How to parse and group hierarchical list items from an unindented string in Python?

@c-rob Thank you for taking the time to explore potential solutions to my problem using AI. I sincerely appreciate your efforts and the insights you’ve shared from your own experience working with PDF documents and converting them to various formats.

I have indeed attempted to leverage AI and language models to find a solution to this problem in the past. However, the code suggestions generated by these models often rely on indentation to determine the hierarchy of the lists, which is not a reliable approach for my specific use case. Additionally, many of the AI-generated solutions fail to pass the majority of the test cases I’ve provided, indicating that they are not robust enough to handle the diverse range of inputs and edge cases.

Your firsthand experience with processing OCR material and the challenges you encountered, such as inconsistencies in bullet markings, indentation, and whitespace, resonates with the difficulties I’m facing. Ensuring consistency in the input is indeed crucial for developing a reliable solution. While manual processing of bullets into Markdown worked for your application, I’m hoping to find an automated approach that can handle the variations present in my input data. Nevertheless, your insights have reinforced the importance of considering these factors when developing a solution.

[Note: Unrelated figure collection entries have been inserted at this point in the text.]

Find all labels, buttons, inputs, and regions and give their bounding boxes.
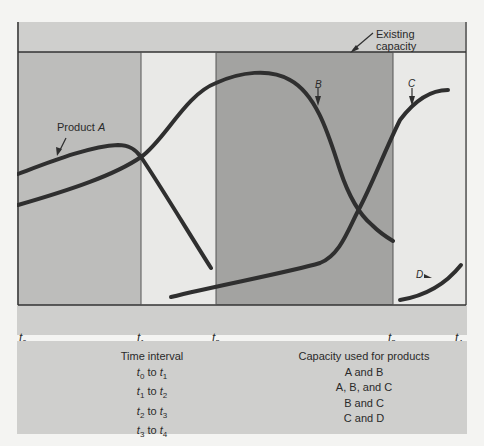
- table-cell-products: A, B, and C: [279, 380, 449, 396]
- band-t3-t4: [393, 52, 466, 305]
- table-row: t2 to t3: [77, 404, 227, 424]
- band-t0-t1: [18, 52, 141, 305]
- chart-panel: Existing capacity Product A B C D t0 t1 …: [17, 22, 467, 335]
- time-interval-header: Time interval: [77, 349, 227, 365]
- chart-plot: [17, 22, 467, 335]
- time-interval-column: Time interval t0 to t1 t1 to t2 t2 to t3…: [77, 349, 227, 443]
- c-label: C: [408, 79, 415, 89]
- table-cell-products: C and D: [279, 411, 449, 427]
- capacity-label-line2: capacity: [376, 41, 416, 52]
- table-cell-products: B and C: [279, 396, 449, 412]
- capacity-column: Capacity used for products A and B A, B,…: [279, 349, 449, 427]
- table-row: t1 to t2: [77, 384, 227, 404]
- interval-table: Time interval t0 to t1 t1 to t2 t2 to t3…: [17, 341, 467, 434]
- table-row: t3 to t4: [77, 423, 227, 443]
- d-label: D: [416, 270, 423, 280]
- capacity-header: Capacity used for products: [279, 349, 449, 365]
- b-label: B: [315, 80, 322, 90]
- table-row: t0 to t1: [77, 365, 227, 385]
- capacity-label-line1: Existing: [376, 29, 415, 40]
- table-cell-products: A and B: [279, 365, 449, 381]
- product-a-label: Product A: [57, 122, 105, 133]
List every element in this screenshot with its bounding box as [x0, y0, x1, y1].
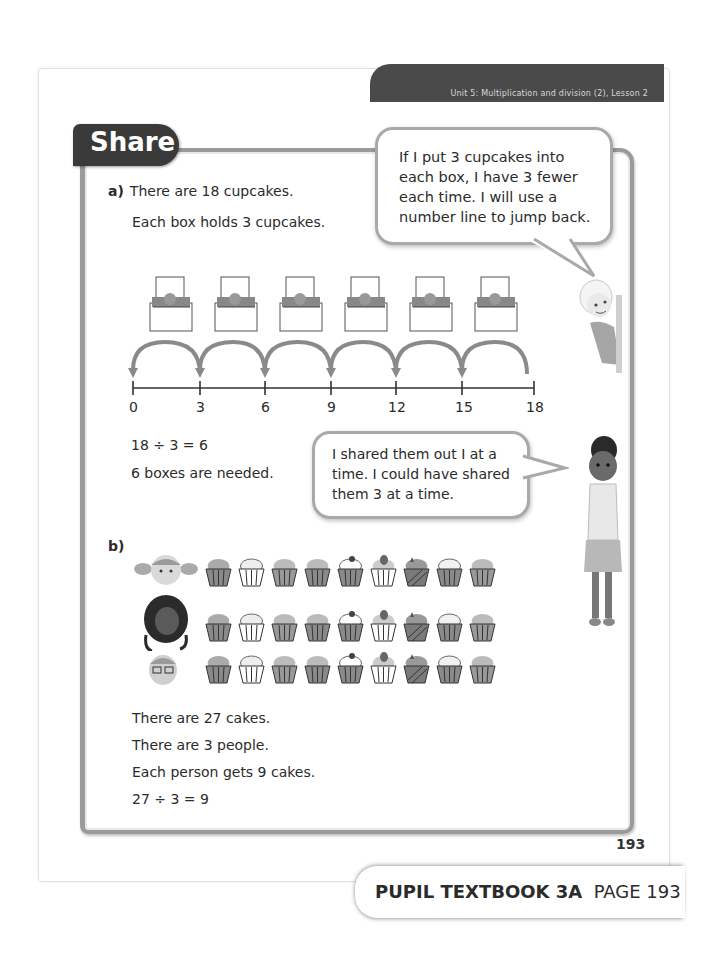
footer-page: PAGE 193: [594, 881, 681, 902]
boy-character-illustration: [574, 275, 634, 375]
cupcake-icon: [402, 555, 431, 587]
footer-book: PUPIL TEXTBOOK 3A: [375, 881, 582, 902]
cupcake-icon: [402, 610, 431, 642]
tick-label-9: 9: [327, 399, 336, 415]
bubble-top-line1: If I put 3 cupcakes into: [399, 147, 590, 167]
part-b-line2: There are 3 people.: [132, 737, 269, 753]
bubble-middle-line2: time. I could have shared: [332, 464, 510, 484]
bubble-top-line3: each time. I will use a: [399, 187, 590, 207]
part-a-line1: There are 18 cupcakes.: [130, 183, 294, 199]
cupcake-icon: [270, 555, 299, 587]
tick-label-0: 0: [129, 399, 138, 415]
speech-bubble-middle: I shared them out I at a time. I could h…: [312, 431, 530, 519]
cupcake-icon: [468, 610, 497, 642]
face-boy-glasses: [146, 652, 180, 686]
tick-label-6: 6: [261, 399, 270, 415]
section-tab-label: Share: [90, 127, 175, 157]
cupcake-icon: [237, 555, 266, 587]
cupcake-icon: [303, 555, 332, 587]
cupcake-icon: [270, 610, 299, 642]
cupcake-icon: [468, 555, 497, 587]
tick-label-3: 3: [196, 399, 205, 415]
cupcake-icon: [237, 652, 266, 684]
part-b-line1: There are 27 cakes.: [132, 710, 270, 726]
cupcake-icon: [336, 555, 365, 587]
part-b-line3: Each person gets 9 cakes.: [132, 764, 315, 780]
cupcake-icon: [435, 610, 464, 642]
girl-character-illustration: [578, 432, 626, 632]
cupcake-icon: [204, 610, 233, 642]
arrowheads: [128, 368, 467, 378]
cupcake-icon: [336, 652, 365, 684]
bubble-top-line4: number line to jump back.: [399, 207, 590, 227]
cupcake-icon: [303, 652, 332, 684]
cupcake-icon: [435, 652, 464, 684]
tick-label-18: 18: [526, 399, 544, 415]
cupcake-icon: [270, 652, 299, 684]
section-tab-share: Share: [73, 124, 179, 166]
cupcake-icon: [237, 610, 266, 642]
speech-bubble-top: If I put 3 cupcakes into each box, I hav…: [375, 127, 613, 245]
number-line-diagram: [125, 270, 545, 420]
part-a-intro: a)There are 18 cupcakes.: [108, 183, 293, 199]
bubble-middle-line1: I shared them out I at a: [332, 444, 510, 464]
cupcake-icon: [402, 652, 431, 684]
part-a-line2: Each box holds 3 cupcakes.: [132, 214, 325, 230]
unit-banner: Unit 5: Multiplication and division (2),…: [370, 64, 664, 102]
face-girl-curly: [142, 595, 190, 651]
cupcake-icon: [369, 652, 398, 684]
bubble-top-line2: each box, I have 3 fewer: [399, 167, 590, 187]
part-a-label: a): [108, 183, 124, 199]
page-number: 193: [616, 836, 645, 852]
bubble-middle-line3: them 3 at a time.: [332, 484, 510, 504]
unit-banner-text: Unit 5: Multiplication and division (2),…: [450, 89, 648, 98]
footer-label: PUPIL TEXTBOOK 3A PAGE 193: [355, 866, 685, 918]
cupcake-row-2: [204, 610, 497, 642]
cupcake-icon: [468, 652, 497, 684]
cupcake-row-3: [204, 652, 497, 684]
cupcake-icon: [435, 555, 464, 587]
cupcake-icon: [303, 610, 332, 642]
cupcake-row-1: [204, 555, 497, 587]
cupcake-icon: [204, 555, 233, 587]
cupcake-boxes: [150, 277, 517, 331]
cupcake-icon: [204, 652, 233, 684]
part-b-label: b): [108, 538, 124, 554]
face-girl-pigtails: [133, 553, 199, 587]
part-a-equation: 18 ÷ 3 = 6: [131, 437, 208, 453]
cupcake-icon: [369, 555, 398, 587]
cupcake-icon: [336, 610, 365, 642]
part-a-conclusion: 6 boxes are needed.: [131, 465, 274, 481]
tick-label-12: 12: [388, 399, 406, 415]
part-b-equation: 27 ÷ 3 = 9: [132, 791, 209, 807]
tick-label-15: 15: [455, 399, 473, 415]
cupcake-icon: [369, 610, 398, 642]
speech-bubble-middle-tail: [521, 452, 569, 486]
number-line-axis: [133, 381, 534, 395]
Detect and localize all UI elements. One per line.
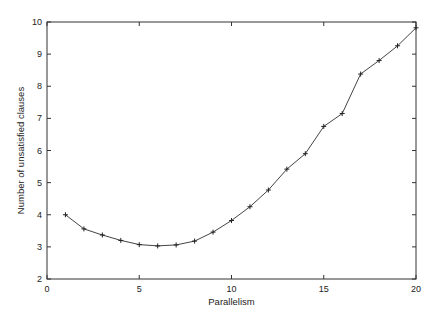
y-tick-label: 8 [37,81,42,91]
x-tick-label: 20 [411,284,421,294]
plot-frame [47,22,416,279]
x-axis: 05101520 [44,22,421,294]
plus-marker-icon [155,243,160,248]
x-tick-label: 0 [44,284,49,294]
y-tick-label: 7 [37,113,42,123]
y-tick-label: 9 [37,49,42,59]
data-line [66,28,417,246]
x-axis-title: Parallelism [208,296,255,307]
x-tick-label: 10 [226,284,236,294]
y-tick-label: 4 [37,210,42,220]
plus-marker-icon [211,230,216,235]
y-axis-title: Number of unsatisfied clauses [15,87,26,215]
y-tick-label: 3 [37,242,42,252]
line-chart: 05101520 2345678910 Parallelism Number o… [0,0,439,318]
x-tick-label: 15 [319,284,329,294]
plus-marker-icon [100,232,105,237]
plus-marker-icon [192,239,197,244]
y-tick-label: 10 [32,17,42,27]
y-tick-label: 2 [37,274,42,284]
plus-marker-icon [137,242,142,247]
y-tick-label: 5 [37,178,42,188]
x-tick-label: 5 [137,284,142,294]
plus-marker-icon [174,242,179,247]
y-tick-label: 6 [37,146,42,156]
data-markers [63,25,419,248]
plus-marker-icon [118,238,123,243]
y-axis: 2345678910 [32,17,416,284]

It was a bit thin, but I only had so much time before work. A lot of people have offered help. I’ll read that and see if I still have useful things to say. I think there is a simple grammar here.

I think @FelixLeg has got you most of the way with this. I don’t understand why the program you exhibit to apply it is so complicated (and I don’t think I need to).

There is one fundamental problem, though. Your stated way of identifying top-level and lower-level items by their start is ambiguous. Bullets can start either type, so when any item after the first, the parser cannot tell whether a bulleted paragraph is top-level or begins/continues a sequence of low-level paragraphs.

This may be (one reason) why it doesn’t quite work yet.

Now, if you mean in your specification that all the top-level paragraphs in a given document are of the same style (e.g. all numeric, or all the same bullet) while lower-level paragraphs are always recognisably different, which must be the case, I think, then it is only necessary to remember the top-level style to disambiguate the grammar.